Morning and Evening with A.W. Tozer Devotional for April 25

Morning and Evening with A.W. Tozer Devotional for April 25

Tozer in the Morning
COMPROMISE IS COSTLY

Christianity today is so entangled with this present world that millions never guess how radically they have missed the New Testament pattern. Compromise is everywhere-but actually no real union between the world and the Church is possible. When the Church joins up with the world it is the true Church no longer but only a pitiful hybrid thing, an object of smiling contempt to the world, and an abomination to the Lord! Nothing could be clearer than the pronouncements of the Scriptures on the Christian's relation to the world. The confusion which gathers around this matter results from the unwillingness of professing Christians to take the Word of the Lord seriously. This whole thing is spiritual in its essence. A Christian is what he is not by ecclesiastical manipulation but by the new birth. He is a Christian because of a Spirit which dwells in him. Only that which is born by the Spirit is spirit, no matter how many church dignitaries work on it!

Tozer in the Evening
Seeing Ourselves in Peter

For some queer reason, we seem to love people more when they are not too perfect.

In the presence of a faultless saint, the average one of us feels illat ease.
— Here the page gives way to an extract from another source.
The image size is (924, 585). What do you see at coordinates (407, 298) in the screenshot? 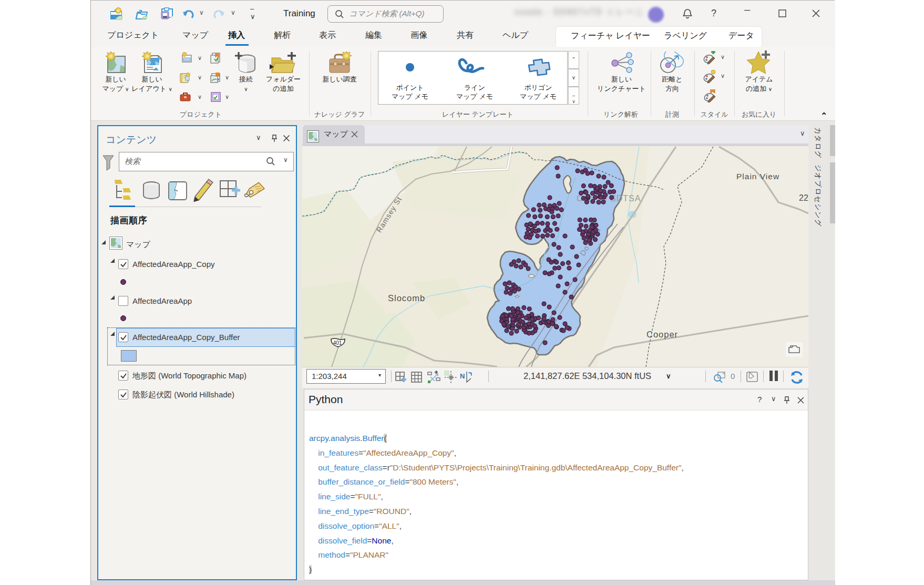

We are likely to be discouraged rather than inspired by the sight of a character too impeccable to be human. We draw more help from a man if we know that he is going through the fire along with the rest of us, and we may even take courage from the fact that he does not enjoy it any more than we do.

This may be the reason Christians have always felt a special affection for Simon Peter. We speak of Paul with solemn respect but of Peter with an understanding smile. When the doughty old fisherman is mentioned, the face of the ordinary struggling Christian lights up. Here is a man who is one of us, we say to ourselves. He had faults, but he conquered them and went on to become great in spite of them. He was no alabaster saint, faintly redolent of incense, gazing absently over our heads as we labor onward through the storm. He too knew the sting of the wind and the fury of the waves and, what is more to our comfort, he did not always acquit himself like a hero when he was in a tight spot. And that helps a lot when we are not doing too well ourselves.